Sunday, November 21, 2010

CD REVIEW - Brian Eno/Small Craft On A Milky Sea

It's quite a while since I've been excited by the stuff that Eno's released over recent decades. Either he's released more ambience into the world than it either needs, cares for, or can take, or its the well modulated, smooth, sonically controlled songs of Another Day On Earth. Though these have been pleasant additions to the lexicon, they elict no cigars for innovation. Only in his collaborative work, has there ever been some sense of exploration. But this has always been so, from Roxy through Talking Heads, Bowie and U2 on. Working with other peoples ideas in conjunction with his own appears to loosens the creative reins of control, where something random and often magically unexpected happens.

His work with Fripp having long ago reached an impasse, it was only on Drawn from Life with Peter Schwalm, (2001) that we last saw Eno really make a concerted attempt at breaking out of his neat oblique process. It surprises me that this process, allegedly so experimental and changeable, can end up producing a body of recent work so uniformly consistent in character. Perhaps he has indeed become defined, if not confined, within his own working process and created his own musical category - Enoesque




Small Craft on a Milky Sea, however, does frequently gouge new grooves into his undoubtedly broad range of recordings. Maybe this comes from the 'improvisatory' nature of the source material. On 'Horse','2 Forms of Anger,Flint March' 'Paleosonic' and 'Dust Shuffle' we hear an Eno I thought had almost become extinct, one with sharp, aggressive, harsh, even discordant edges. Music one might even cut oneself on, or find difficult listening. To someone brought up on 'No Pussyfooting' oh what great joy it is to hear these tracks!




Yes, there are still plenty of the recumbent, languid landscapes, as on 'Emerald and Lime' and the rather beautiful title track 'Small Craft on a Milky Sea, but these are rather contained, refined examples of the form he created. The album moves through a range of film like moods, suggestive of reflection, apprehension, transcendence, anger or fearfulness, in equal measure. Just when you've relaxed into a dreamy imaginary sunset, there comes an exultant storm of energy. Producing one of his most satisfying albums for quite some time.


_REQUIRED ACTION:_ Your answer should hold the data exactly as given, minus any picture.

_PROVIDED MATERIAL:_

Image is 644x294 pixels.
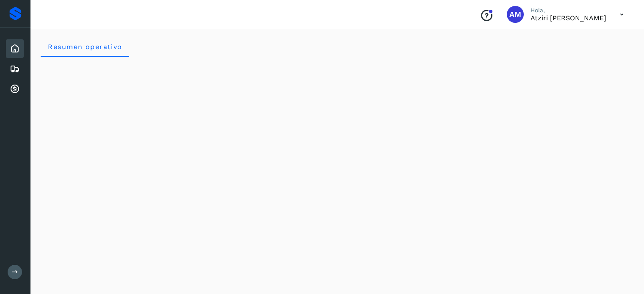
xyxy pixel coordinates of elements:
[48,43,122,50] span: Resumen operativo
[530,14,606,22] p: Atziri Mireya Rodriguez Arreola
[6,80,24,99] div: Cuentas por cobrar
[6,39,24,58] div: Inicio
[6,59,24,78] div: Embarques
[530,7,606,14] p: Hola,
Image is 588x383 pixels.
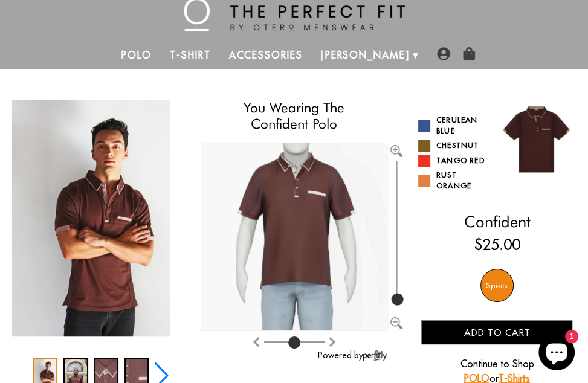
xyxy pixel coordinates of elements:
button: Rotate clockwise [251,334,261,348]
img: 10003-22_Lifestyle_4_1024x1024_2x_afb82fb2-2aaf-438b-8790-16630605e81b_340x.jpg [170,100,328,337]
img: shopping-bag-icon.png [462,47,476,60]
a: [PERSON_NAME] [311,41,419,70]
a: Tango Red [418,155,488,166]
ins: $25.00 [474,234,519,255]
img: Brand%2fOtero%2f10003-v2-R%2f54%2f5-M%2fAv%2f29e026ab-7dea-11ea-9f6a-0e35f21fd8c2%2fChestnut%2f1%... [201,142,389,331]
a: Polo [112,41,161,70]
img: IMG_1990_copy_1024x1024_2x_b66dcfa2-0627-4e7b-a228-9edf4cc9e4c8_340x.jpg [12,100,170,337]
a: Chestnut [418,139,488,152]
img: user-account-icon.png [437,47,450,60]
img: Zoom in [391,145,402,157]
button: Add to cart [421,320,573,344]
div: 2 / 5 [170,100,328,337]
a: Cerulean Blue [418,115,488,136]
span: Add to cart [463,327,530,339]
a: Rust Orange [418,170,488,192]
button: Zoom in [391,142,402,155]
div: Specs [481,269,514,302]
h1: You Wearing The Confident Polo [201,100,387,133]
a: Accessories [220,41,311,70]
a: T-Shirt [161,41,220,70]
button: Rotate counter clockwise [328,334,338,348]
div: 1 / 5 [12,100,170,337]
img: Zoom out [391,317,402,329]
h2: Confident [418,213,575,231]
img: perfitly-logo_73ae6c82-e2e3-4a36-81b1-9e913f6ac5a1.png [363,350,387,361]
button: Zoom out [391,315,402,328]
img: Rotate counter clockwise [328,338,338,347]
img: Rotate clockwise [251,338,261,347]
a: Powered by [318,350,387,361]
img: 028.jpg [496,100,575,179]
inbox-online-store-chat: Shopify online store chat [535,334,578,373]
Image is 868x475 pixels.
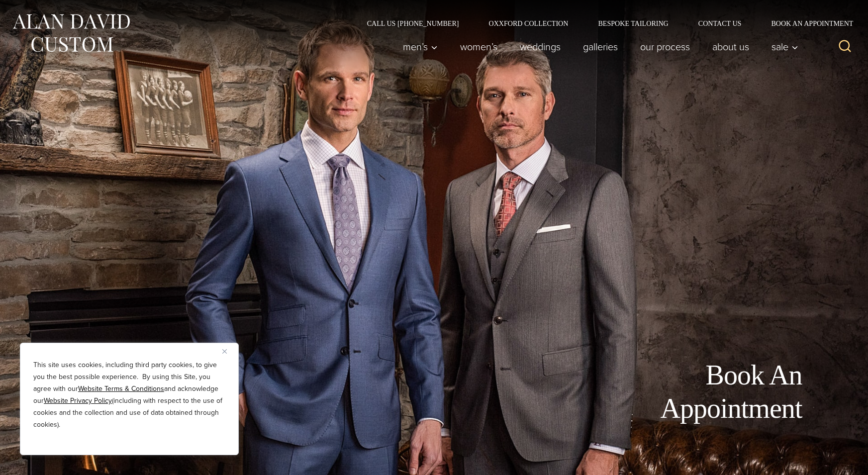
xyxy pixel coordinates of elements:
[403,42,438,52] span: Men’s
[222,346,234,357] button: Close
[683,20,757,27] a: Contact Us
[449,37,508,57] a: Women’s
[78,383,164,394] a: Website Terms & Conditions
[571,37,629,57] a: Galleries
[44,395,112,406] a: Website Privacy Policy
[701,37,760,57] a: About Us
[833,35,858,59] button: View Search Form
[772,42,799,52] span: Sale
[578,359,802,425] h1: Book An Appointment
[473,20,583,27] a: Oxxford Collection
[583,20,683,27] a: Bespoke Tailoring
[391,37,803,57] nav: Primary Navigation
[11,11,131,55] img: Alan David Custom
[353,20,858,27] nav: Secondary Navigation
[805,445,858,470] iframe: Opens a widget where you can chat to one of our agents
[222,349,227,353] img: Close
[353,20,474,27] a: Call Us [PHONE_NUMBER]
[33,359,226,430] p: This site uses cookies, including third party cookies, to give you the best possible experience. ...
[756,20,857,27] a: Book an Appointment
[629,37,701,57] a: Our Process
[508,37,571,57] a: weddings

_OUTPUT:_
Image is 644x294 pixels.
xyxy pixel coordinates of elements:
[48,43,122,50] span: Resumen operativo
[530,14,606,22] p: Atziri Mireya Rodriguez Arreola
[6,80,24,99] div: Cuentas por cobrar
[6,39,24,58] div: Inicio
[6,59,24,78] div: Embarques
[530,7,606,14] p: Hola,
Image is 588x383 pixels.
xyxy pixel coordinates of elements:
button: Rotate clockwise [251,334,261,348]
img: 10003-22_Lifestyle_4_1024x1024_2x_afb82fb2-2aaf-438b-8790-16630605e81b_340x.jpg [170,100,328,337]
img: shopping-bag-icon.png [462,47,476,60]
a: [PERSON_NAME] [311,41,419,70]
a: Tango Red [418,155,488,166]
ins: $25.00 [474,234,519,255]
img: Brand%2fOtero%2f10003-v2-R%2f54%2f5-M%2fAv%2f29e026ab-7dea-11ea-9f6a-0e35f21fd8c2%2fChestnut%2f1%... [201,142,389,331]
a: Polo [112,41,161,70]
img: IMG_1990_copy_1024x1024_2x_b66dcfa2-0627-4e7b-a228-9edf4cc9e4c8_340x.jpg [12,100,170,337]
a: Chestnut [418,139,488,152]
img: user-account-icon.png [437,47,450,60]
img: Zoom in [391,145,402,157]
button: Add to cart [421,320,573,344]
div: 2 / 5 [170,100,328,337]
a: Cerulean Blue [418,115,488,136]
span: Add to cart [463,327,530,339]
a: Rust Orange [418,170,488,192]
button: Zoom in [391,142,402,155]
div: Specs [481,269,514,302]
h1: You Wearing The Confident Polo [201,100,387,133]
a: Accessories [220,41,311,70]
a: T-Shirt [161,41,220,70]
button: Rotate counter clockwise [328,334,338,348]
div: 1 / 5 [12,100,170,337]
img: Zoom out [391,317,402,329]
h2: Confident [418,213,575,231]
img: perfitly-logo_73ae6c82-e2e3-4a36-81b1-9e913f6ac5a1.png [363,350,387,361]
button: Zoom out [391,315,402,328]
img: Rotate counter clockwise [328,338,338,347]
img: Rotate clockwise [251,338,261,347]
a: Powered by [318,350,387,361]
img: 028.jpg [496,100,575,179]
inbox-online-store-chat: Shopify online store chat [535,334,578,373]
Image is 868x475 pixels.
xyxy pixel coordinates of elements:
[403,42,438,52] span: Men’s
[222,346,234,357] button: Close
[683,20,757,27] a: Contact Us
[449,37,508,57] a: Women’s
[78,383,164,394] a: Website Terms & Conditions
[571,37,629,57] a: Galleries
[44,395,112,406] a: Website Privacy Policy
[701,37,760,57] a: About Us
[833,35,858,59] button: View Search Form
[772,42,799,52] span: Sale
[578,359,802,425] h1: Book An Appointment
[473,20,583,27] a: Oxxford Collection
[583,20,683,27] a: Bespoke Tailoring
[391,37,803,57] nav: Primary Navigation
[11,11,131,55] img: Alan David Custom
[353,20,858,27] nav: Secondary Navigation
[805,445,858,470] iframe: Opens a widget where you can chat to one of our agents
[222,349,227,353] img: Close
[353,20,474,27] a: Call Us [PHONE_NUMBER]
[33,359,226,430] p: This site uses cookies, including third party cookies, to give you the best possible experience. ...
[756,20,857,27] a: Book an Appointment
[629,37,701,57] a: Our Process
[508,37,571,57] a: weddings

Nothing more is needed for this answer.